Task objective: Copy nothing but the lines from the line with "Find the location of a particular element." to the end of the records, retyped exactly. Pictures stay out.

══ Data extract

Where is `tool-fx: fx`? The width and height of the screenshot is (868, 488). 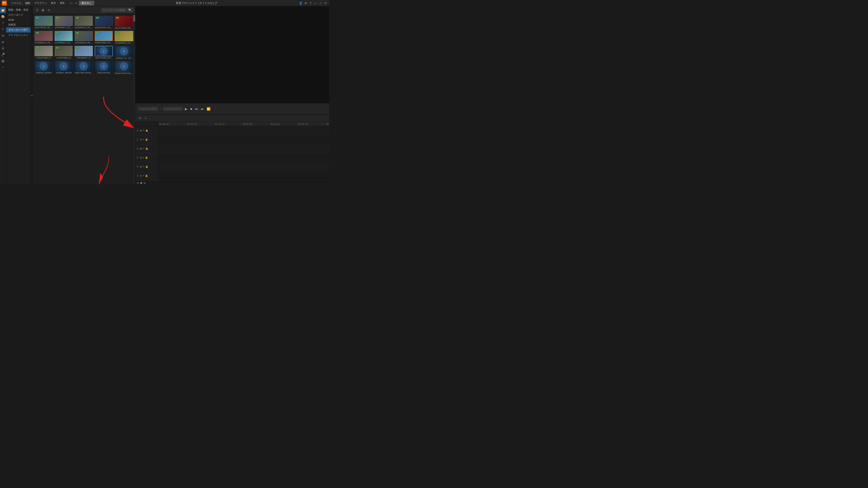
tool-fx: fx is located at coordinates (3, 29).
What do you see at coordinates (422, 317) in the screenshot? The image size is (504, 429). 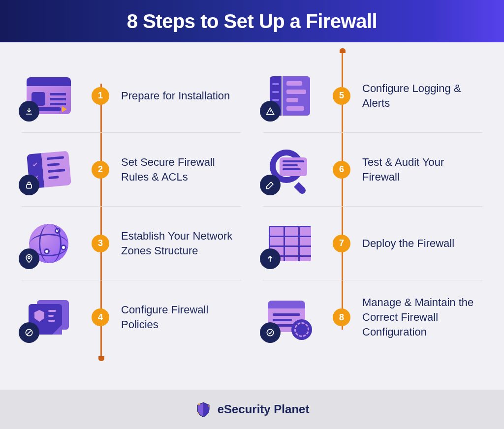 I see `step-8-text: Manage & Maintain the Correct Firewall C…` at bounding box center [422, 317].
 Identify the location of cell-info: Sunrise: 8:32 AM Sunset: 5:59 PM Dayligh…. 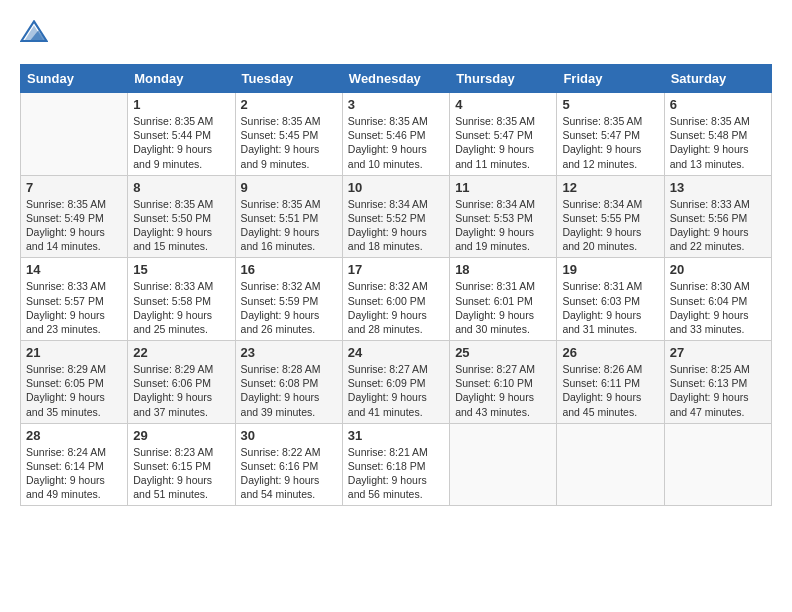
(289, 308).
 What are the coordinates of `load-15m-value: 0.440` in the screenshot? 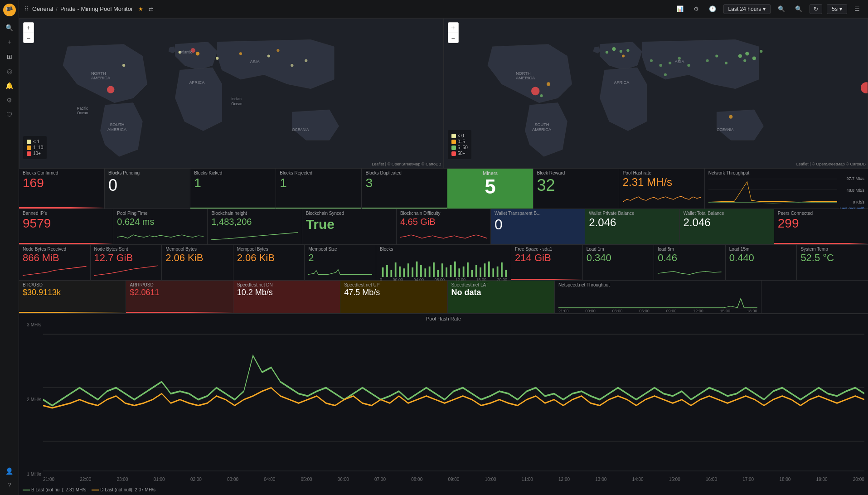 It's located at (761, 258).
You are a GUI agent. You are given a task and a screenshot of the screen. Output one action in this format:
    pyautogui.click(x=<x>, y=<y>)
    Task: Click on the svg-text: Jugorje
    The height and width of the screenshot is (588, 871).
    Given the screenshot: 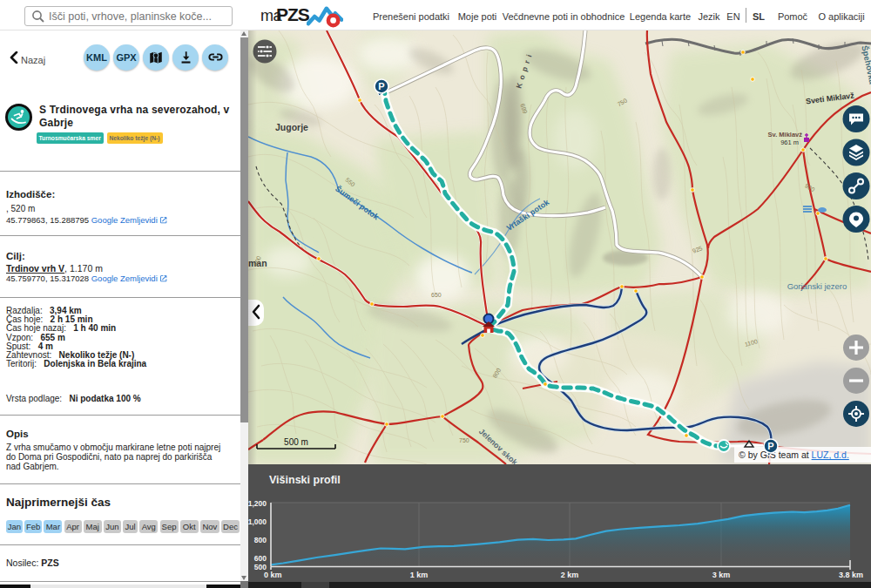 What is the action you would take?
    pyautogui.click(x=292, y=127)
    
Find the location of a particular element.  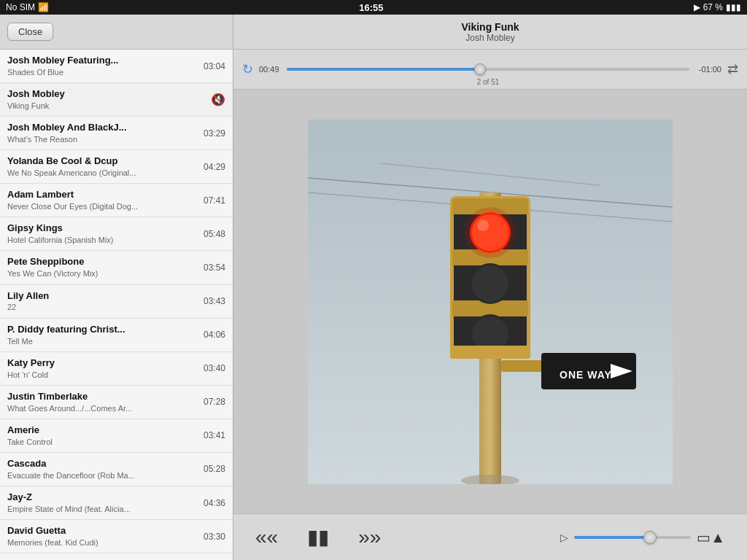

volume-low-icon: ▷ is located at coordinates (565, 537).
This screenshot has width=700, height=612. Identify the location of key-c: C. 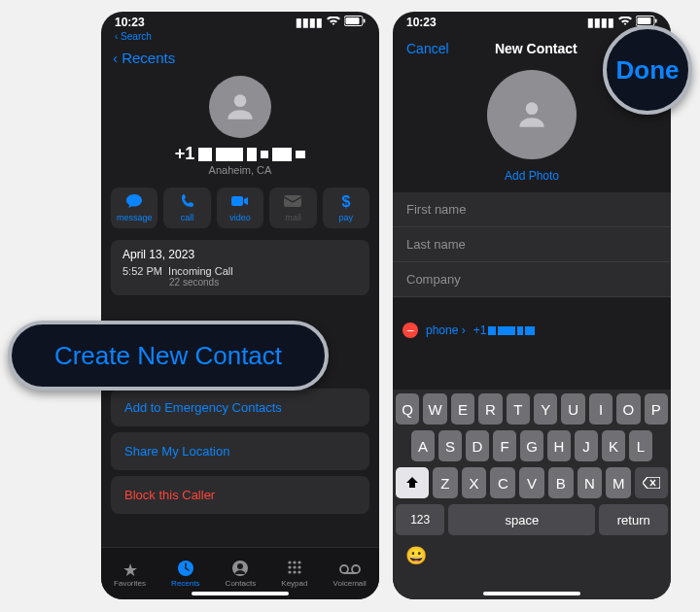
(503, 483).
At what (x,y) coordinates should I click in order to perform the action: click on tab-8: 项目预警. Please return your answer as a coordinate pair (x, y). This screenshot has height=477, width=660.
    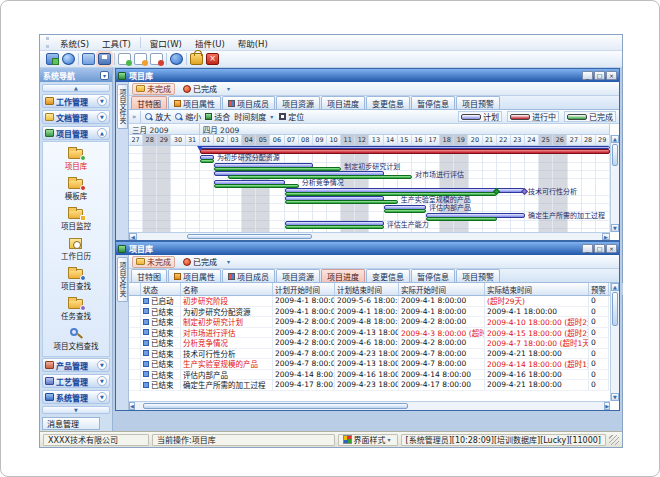
    Looking at the image, I should click on (478, 276).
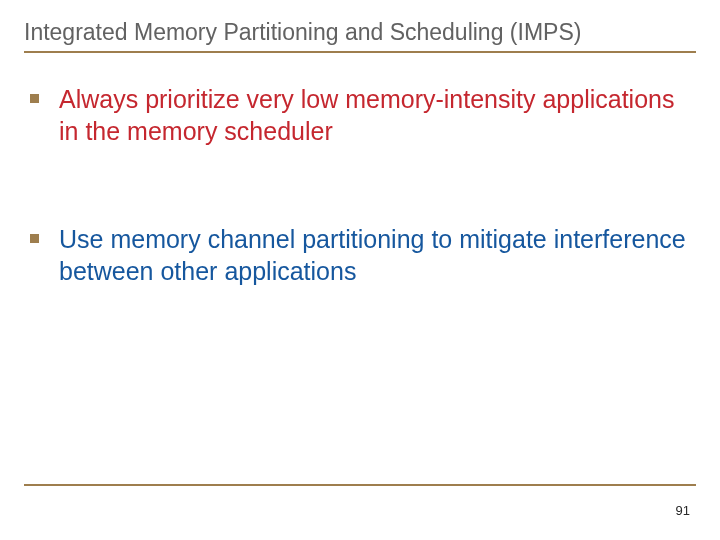 This screenshot has width=720, height=540. What do you see at coordinates (363, 115) in the screenshot?
I see `list-item: Always prioritize very low memory-intens…` at bounding box center [363, 115].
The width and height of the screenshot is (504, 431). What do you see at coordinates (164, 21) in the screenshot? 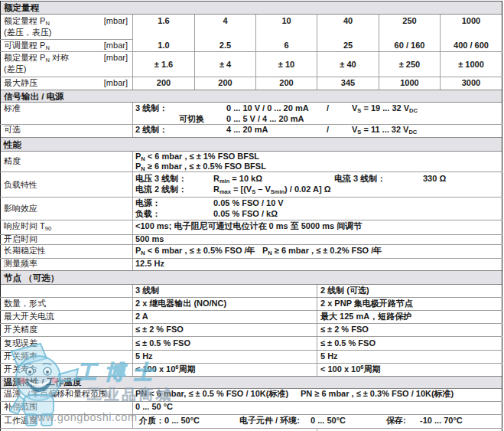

════

Task response:
Find the location of a particular element.  

volume-low-icon: ▷ is located at coordinates (565, 537).
This screenshot has width=700, height=612. Identify the location of key-c: C. 
(503, 483).
At what (x,y) coordinates should I click in order to perform the action: click on tab-8: 项目预警. Please return your answer as a coordinate pair (x, y). This screenshot has height=477, width=660.
    Looking at the image, I should click on (478, 276).
 This screenshot has width=720, height=540. What do you see at coordinates (363, 115) in the screenshot?
I see `list-item: Always prioritize very low memory-intens…` at bounding box center [363, 115].
The width and height of the screenshot is (504, 431). What do you see at coordinates (164, 21) in the screenshot? 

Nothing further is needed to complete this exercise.